WHAT IS REQUIRED
Only the lines below from the one containing "What do you see at coordinates (412, 297)" through the last line should be set down, exactly as written and with no pictures.

Collected data:
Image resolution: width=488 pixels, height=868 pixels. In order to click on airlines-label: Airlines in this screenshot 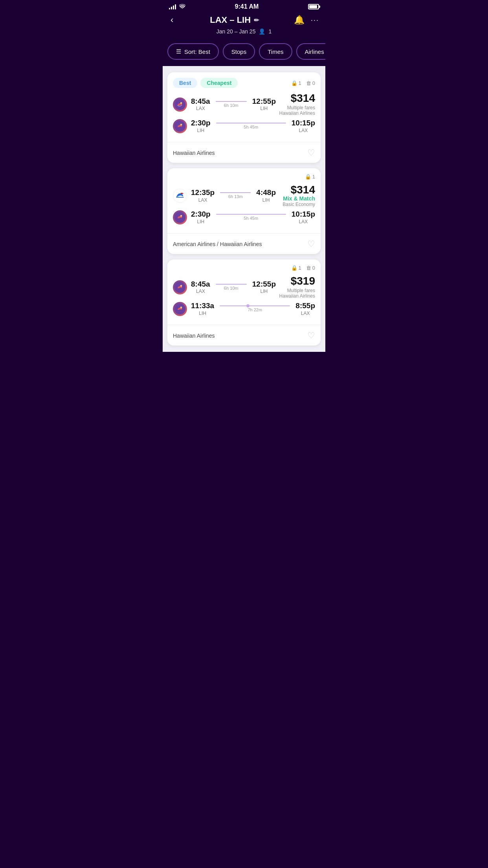, I will do `click(314, 52)`.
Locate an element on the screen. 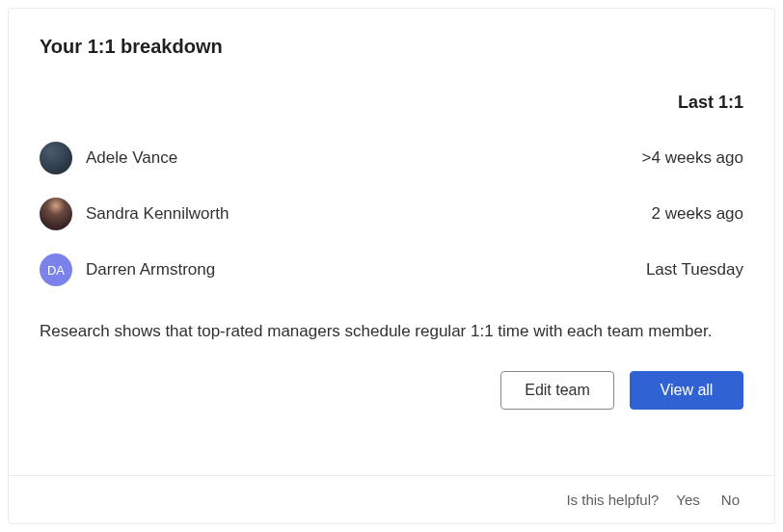 This screenshot has height=532, width=783. person-name: Adele Vance is located at coordinates (131, 158).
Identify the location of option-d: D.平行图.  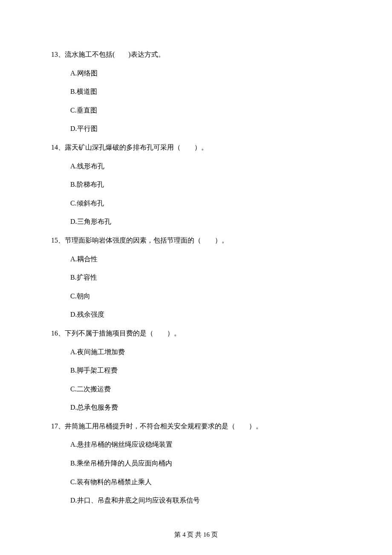
(205, 129).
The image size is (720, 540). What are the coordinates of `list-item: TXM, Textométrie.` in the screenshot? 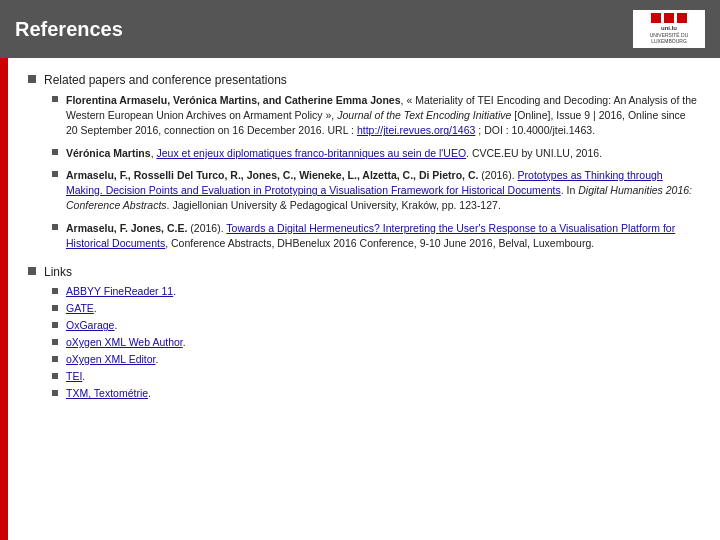 It's located at (376, 393).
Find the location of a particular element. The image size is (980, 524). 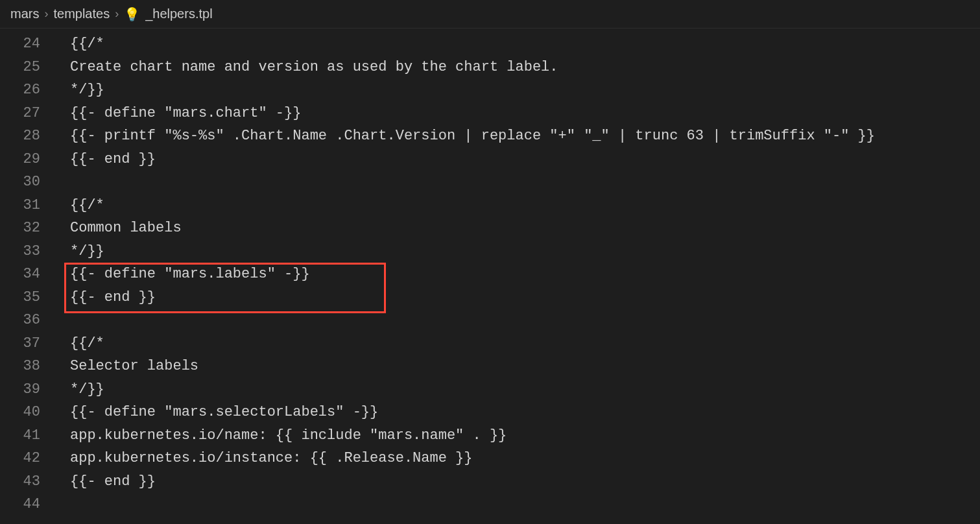

line-number: 36 is located at coordinates (20, 320).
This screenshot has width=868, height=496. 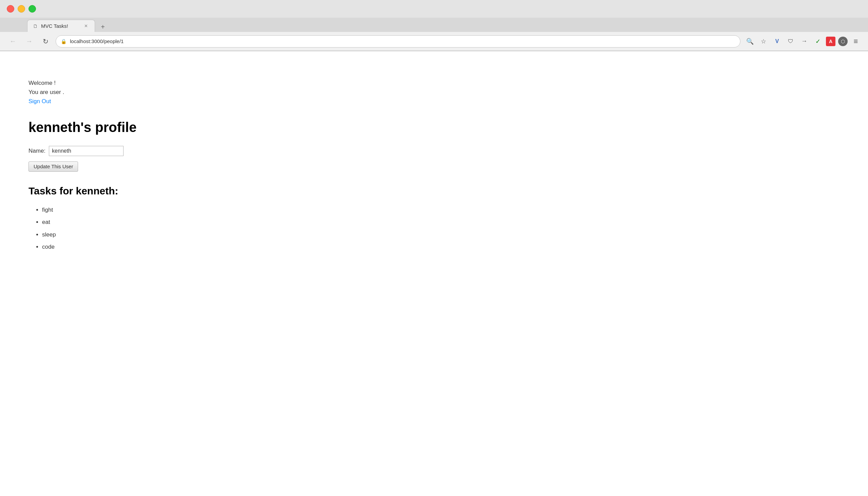 What do you see at coordinates (37, 151) in the screenshot?
I see `name-label: Name:` at bounding box center [37, 151].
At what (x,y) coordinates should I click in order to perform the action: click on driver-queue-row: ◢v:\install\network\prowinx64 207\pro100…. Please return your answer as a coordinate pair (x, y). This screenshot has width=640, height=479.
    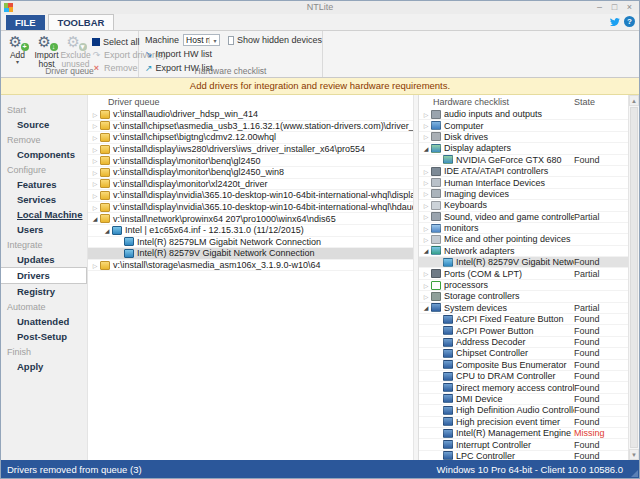
    Looking at the image, I should click on (250, 219).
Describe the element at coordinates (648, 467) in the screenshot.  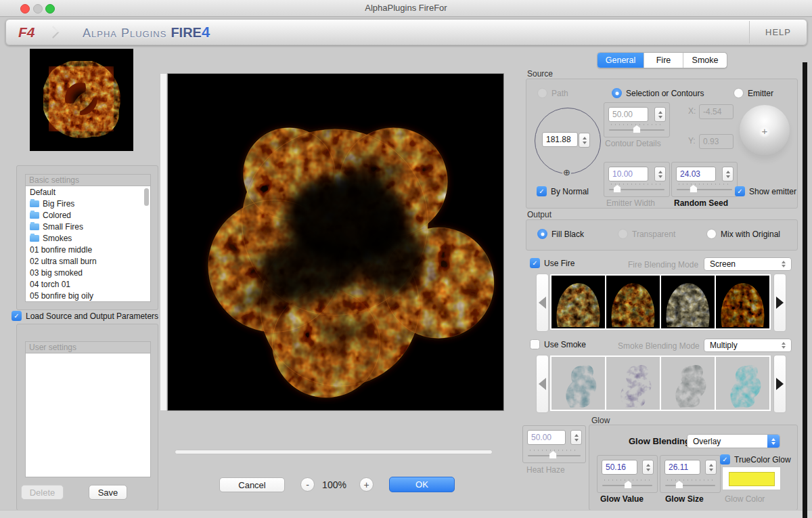
I see `glow-value-stepper` at that location.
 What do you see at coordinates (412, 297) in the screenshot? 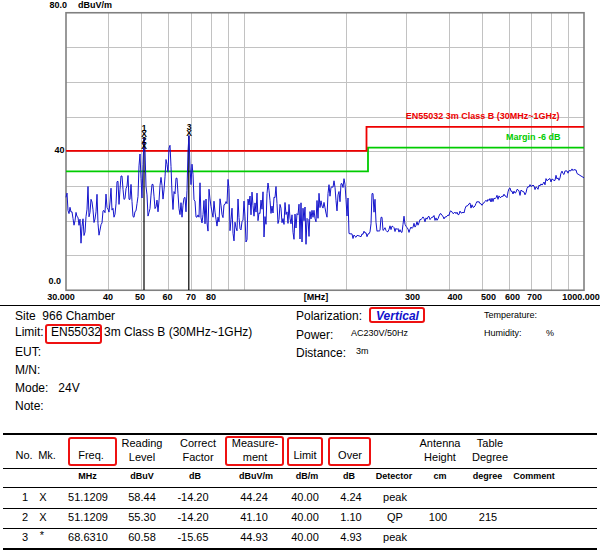
I see `svg-text: 300` at bounding box center [412, 297].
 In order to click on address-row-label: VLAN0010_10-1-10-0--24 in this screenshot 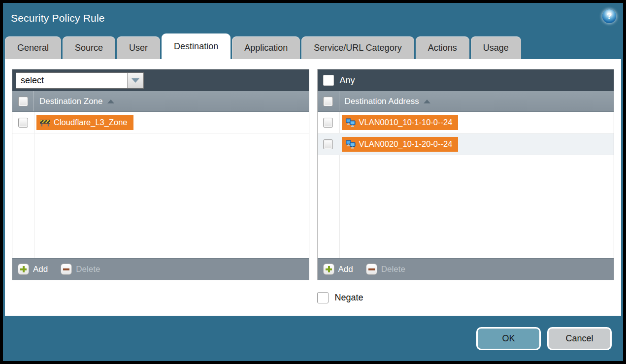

RESPONSE
 What do you see at coordinates (412, 297) in the screenshot? 
I see `svg-text: 300` at bounding box center [412, 297].
 In order to click on address-row-label: VLAN0010_10-1-10-0--24 in this screenshot 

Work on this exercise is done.